Often over the past year I’ve felt a sense of astonishment and bewilderment that I’m having to get through alone, that I’m expected to live life with any semblance of bravery without Mark. Attempting this has changed me – every step, every push, every stubborn setting of the chin seems to have made me stronger, more resilient. And I find myself feeling something that is unfamiliar, but welcome, a feeling of respect for the person I am now.
Since my return to London I’ve been increasingly aware of something that was beginning to emerge while I was away – that a new phase is up ahead, one that will require something different of me, something other than getting through. I read early on that the phase we go into immediately after the trauma of loss shouldn’t be mistaken for life – it’s more like being in a waiting room. My sense is that it’s partly a shelter – somewhere to retreat to in order to escape the storm that rages around or above us.
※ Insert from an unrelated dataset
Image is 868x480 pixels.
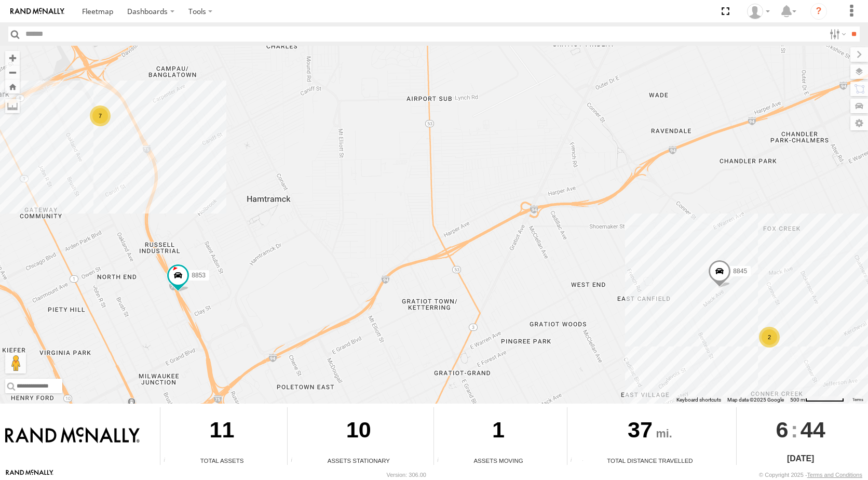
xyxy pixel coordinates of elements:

The realisation is dawning on me that I may have survived the initial onslaught, that I’ve endured the howling winds and ferocious gales of grief. But although I am mourning less intensely, I don’t want to come out of that place of hiding. The build-up to this has been a feeling of frustration, a sense that I need to think about the future and the kind of life I want. Frustration isn’t new to me, but mixed in with it there has been a determination that I won’t do what I’ve been tempted to do in the past, which is to give up, skulk off, believing that there’s no way through. The past couple of days, however, I’ve felt almost rigid with fear and the thought of what’s up ahead fills me with such dread that has almost frozen me to the spot.
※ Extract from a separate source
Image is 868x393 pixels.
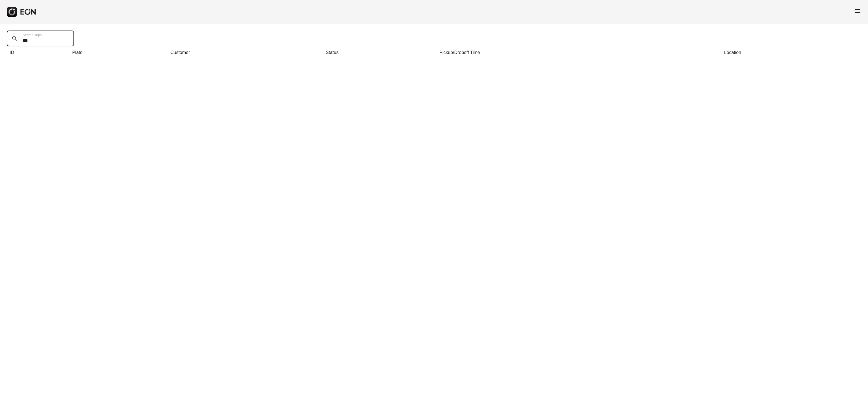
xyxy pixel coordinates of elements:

All this reinforces the idea that the while suffering and endurance demand a lot of us, the move towards a more creative stance of reimagining the future is also a tough one to navigate. What do we do about the fears, anxieties, the sense of doom about what lies ahead that threaten to immobilise us? How do we engage with the future in a positive, constructive way after spending so much of our time and energy in getting through and surviving?